REMONSTRANTS, a title given to the Arminians, by reason of the remonstrance which, in 1610, they made to the states of Holland against the sentence of the synod of Dort, which condemned them as heretics. Episcopius and Grotius were at the head of the Remonstrauts, whose principles were first openly patronised in England by archbishop Laud. In Holland, the Calvinists presented an address in opposition to the remonstrance of the Arminians, and called it a counter-remonstrance. See ARMINIANS and DORT.

REMORSE, uneasiness occasioned by a consciousness of guilt. When it is blended with the fear of punishment, and rises to despair, it constitutes the supreme wretchedness of the mind.
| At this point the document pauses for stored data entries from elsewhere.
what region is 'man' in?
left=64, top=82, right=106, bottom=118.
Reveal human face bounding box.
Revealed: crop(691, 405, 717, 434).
REPENTANCE, in general, is sor

Hos. vii. 16.-5. A legal repentance, which is a mere work of the law, and the effect of convictions of sin by it, which in time wear off, and come to nothing.-6. An evangelical repentance, which consists in conviction of sin; sorrow for it; confession of it; hatred to it; and renunciation of it. A legal and evangelical repentance are distinguished thus: 1. A legal repentance flows only from a sense of danger and fear of wrath; but an evangelical repentance is a true mourning for sin, and an earnest desire of deliverance from it.2. A legal repentance flows from unbelief, but evangelical is always the fruit and consequence of a saving faith.— 3. A legal repentance flows from an aversion to God and to his holy law, but an evangelical from love to both.4. A legal repentance ordinarily flows from discouragement and despondency, but evangelical from encouraging hope. -5. A legal repentance is temporary, but evangelical is the daily exercise of the true Christian.-6. Á legal repentance does at most produce only a partial and external reformation, but an evangelical is a total change of heart and life.

The author of true repentance is God, Acts, v. 31. The subjects of it are sinners. since none but those who have sinned can repent. The means of repentance is the word, and the ministers of it; yet sometimes consideration, sanctified afflictions, conversation, &c. have been the instruments of repentance. The blessings connected with repentance are, pardon, peace, and everlasting life, Acts, xi. 18. The time of repentance is the present life, Isaiah, lv.